The newsstand is not the first time that he has leveraged the value of the Books & Books name. Two years ago this fall, Kaplan opened a 5,000-sq.-ft. store in Camana Bay, an upscale retail and housing development on Grand Cayman, the largest of the three Cayman Islands, in partnership with local developer Dart Realty. “It's been a wonderful experience,” says Kaplan, who describes it as more of a licensing/management arrangement: “It's being run locally, and we support it through buying, management and marketing support.”

Earlier this summer, Books & Books opened its first airport store at the Miami International Airport as part of a licensing arrangement with Areas USA, a Miami-based division of Spain's Areas S.A., which operates 1,200 retail outlets in airports and train stations and on highways worldwide; Kaplan is already considering bidding with Areas for a second MIA site. He would also like to find a way to work with Areas in conjunction with the 30-year turnpike contracts that Areas was recently awarded by Florida Turnpike Enterprise. Looking for alternatives to traditional bookstores is an important part of Kaplan's strategy. “In talking to other businesses about co-branding, there's a recognition that books are traffic builders. If you're able to show value to another entity, they're likely to want to make concessions.”

Within the stores themselves, Kaplan looks to get more value while continuing to maintain strong sections in fiction, art and architecture, poetry, classics, children's, cookbooks and travel. “We're in a returnable business, but it's still net 30,” he says. “As credit becomes tighter and tighter, the shelf life of a book becomes shorter, [and] I've become more of a proponent of true consignment.” At the beginning of the year, he began doing just that with the art book publisher Assouline and has a dedicated Assouline room in both the Coral Gables and Miami Beach stores for which he pays for only books he sells; in addition, Kaplan stocks art books from other publishers on the usual terms.

Kaplan began branching out into other literary ventures when he cofounded the Miami Book Fair International in 1983, and last September he and Paula Mazur, producer and co-writer of Nim's Island, formed a film production company, Mazur/Kaplan Co., to bring books to film. “I love film, and when Susan Kamil at Dial gave me The Guernsey Literary and Potato Peel Pie Society, I thought, I'm going to dive in.” At present the project is with Fox 2000, and Kaplan and Mazur are considering other properties.

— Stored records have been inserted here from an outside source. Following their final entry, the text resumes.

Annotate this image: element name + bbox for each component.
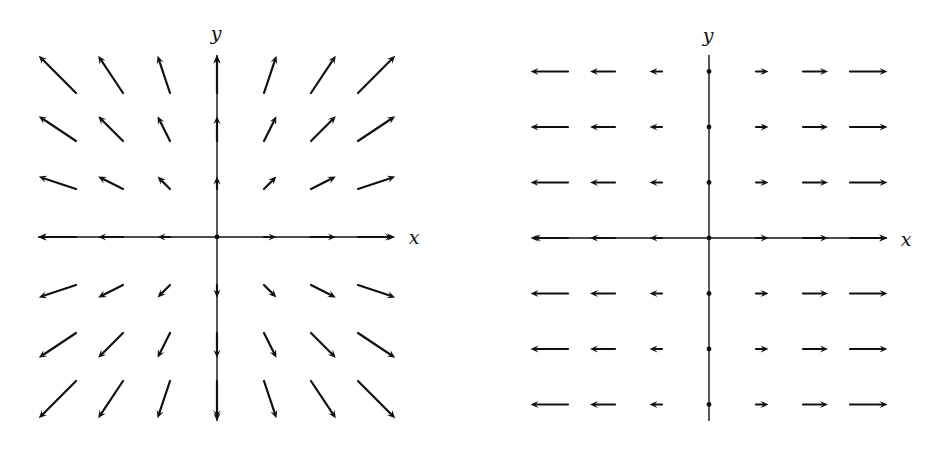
vector-arrow [650, 179, 663, 186]
vector-arrow [39, 333, 76, 358]
vector-arrow [358, 381, 395, 418]
vector-arrow [358, 56, 395, 93]
vector-arrow [650, 123, 663, 130]
vector-arrow [803, 179, 828, 186]
vector-arrow [650, 345, 663, 352]
vector-arrow [158, 285, 170, 297]
vector-arrow [756, 179, 769, 186]
vector-arrow [98, 333, 123, 358]
zero-vector-dot [707, 236, 712, 241]
vector-arrow [850, 234, 888, 241]
vector-arrow [311, 233, 336, 240]
zero-vector-dot [707, 347, 712, 352]
zero-vector-dot [215, 235, 220, 240]
vector-arrow [311, 116, 336, 141]
vector-arrow [98, 56, 123, 93]
vector-arrow [39, 176, 76, 189]
vector-arrow [311, 381, 336, 418]
vector-arrow [358, 116, 395, 141]
zero-vector-dot [707, 180, 712, 185]
vector-arrow [213, 285, 220, 297]
vector-arrow [311, 177, 336, 189]
radial-vector-field-panel: x y [0, 0, 467, 450]
vector-arrow [264, 333, 276, 358]
vector-arrow [98, 116, 123, 141]
vector-arrow [98, 233, 123, 240]
vector-arrow [157, 381, 170, 418]
vector-arrow [531, 179, 569, 186]
vector-arrow [650, 234, 663, 241]
vector-arrow [756, 290, 769, 297]
vector-arrow [264, 116, 276, 141]
vector-arrow [158, 116, 170, 141]
vector-arrow [803, 234, 828, 241]
vector-arrow [756, 234, 769, 241]
vector-arrow [850, 179, 888, 186]
vector-arrow [39, 56, 76, 93]
vector-arrow [264, 177, 276, 189]
zero-vector-dot [707, 69, 712, 74]
horizontal-vector-field-plot [467, 0, 934, 450]
vector-arrow [531, 68, 569, 75]
vector-arrow [264, 381, 277, 418]
vector-arrow [158, 333, 170, 358]
vector-arrow [756, 123, 769, 130]
vector-arrow [650, 401, 663, 408]
vector-arrow [850, 290, 888, 297]
vector-arrow [590, 401, 615, 408]
vector-arrow [850, 345, 888, 352]
vector-arrow [803, 123, 828, 130]
vector-arrow [650, 290, 663, 297]
vector-arrow [650, 68, 663, 75]
vector-arrow [158, 233, 170, 240]
vector-arrow [803, 345, 828, 352]
y-axis-label: y [211, 24, 222, 43]
vector-arrow [358, 333, 395, 358]
vector-arrow [590, 290, 615, 297]
vector-arrow [590, 345, 615, 352]
vector-arrow [157, 56, 170, 93]
vector-arrow [850, 123, 888, 130]
vector-arrow [213, 381, 220, 418]
vector-arrow [39, 285, 76, 298]
vector-arrow [213, 116, 220, 141]
vector-arrow [98, 381, 123, 418]
vector-arrow [850, 68, 888, 75]
zero-vector-dot [707, 291, 712, 296]
x-axis-label: x [901, 230, 912, 249]
vector-arrow [39, 116, 76, 141]
vector-arrow [98, 285, 123, 297]
vector-arrow [311, 285, 336, 297]
y-axis-label: y [703, 26, 714, 45]
vector-arrow [213, 333, 220, 358]
vector-arrow [803, 401, 828, 408]
x-axis-label: x [409, 228, 420, 247]
vector-arrow [264, 285, 276, 297]
vector-arrow [39, 381, 76, 418]
vector-arrow [590, 123, 615, 130]
zero-vector-dot [707, 402, 712, 407]
vector-arrow [531, 401, 569, 408]
vector-arrow [803, 68, 828, 75]
vector-arrow [311, 56, 336, 93]
vector-arrow [756, 401, 769, 408]
vector-arrow [358, 176, 395, 189]
horizontal-vector-field-panel: x y [467, 0, 934, 450]
vector-arrow [590, 234, 615, 241]
radial-vector-field-plot [0, 0, 467, 450]
vector-arrow [213, 177, 220, 189]
vector-arrow [531, 345, 569, 352]
vector-arrow [158, 177, 170, 189]
vector-arrow [264, 233, 276, 240]
vector-arrow [756, 68, 769, 75]
vector-arrow [264, 56, 277, 93]
vector-arrow [531, 123, 569, 130]
vector-arrow [311, 333, 336, 358]
vector-arrow [590, 179, 615, 186]
vector-arrow [98, 177, 123, 189]
vector-arrow [756, 345, 769, 352]
zero-vector-dot [707, 125, 712, 130]
vector-arrow [590, 68, 615, 75]
vector-arrow [850, 401, 888, 408]
vector-arrow [358, 285, 395, 298]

Despite his other enterprises, Kaplan continues to be grounded in the day-to-day operations of the stores and handles most of the frontlist buying. The important thing to him is that everything be connected to the book. “I love what I do,” says Kaplan. “For me, it's about nurturing book culture in any way that I can.”

Profile
Name: Mitchell Kaplan

Age: 54

Company: Books & Books

Title: President/owner

First job: Ripping up AstroTurf for Orange Bowl renovation

Bookselling in the future will be… much different from what it is today.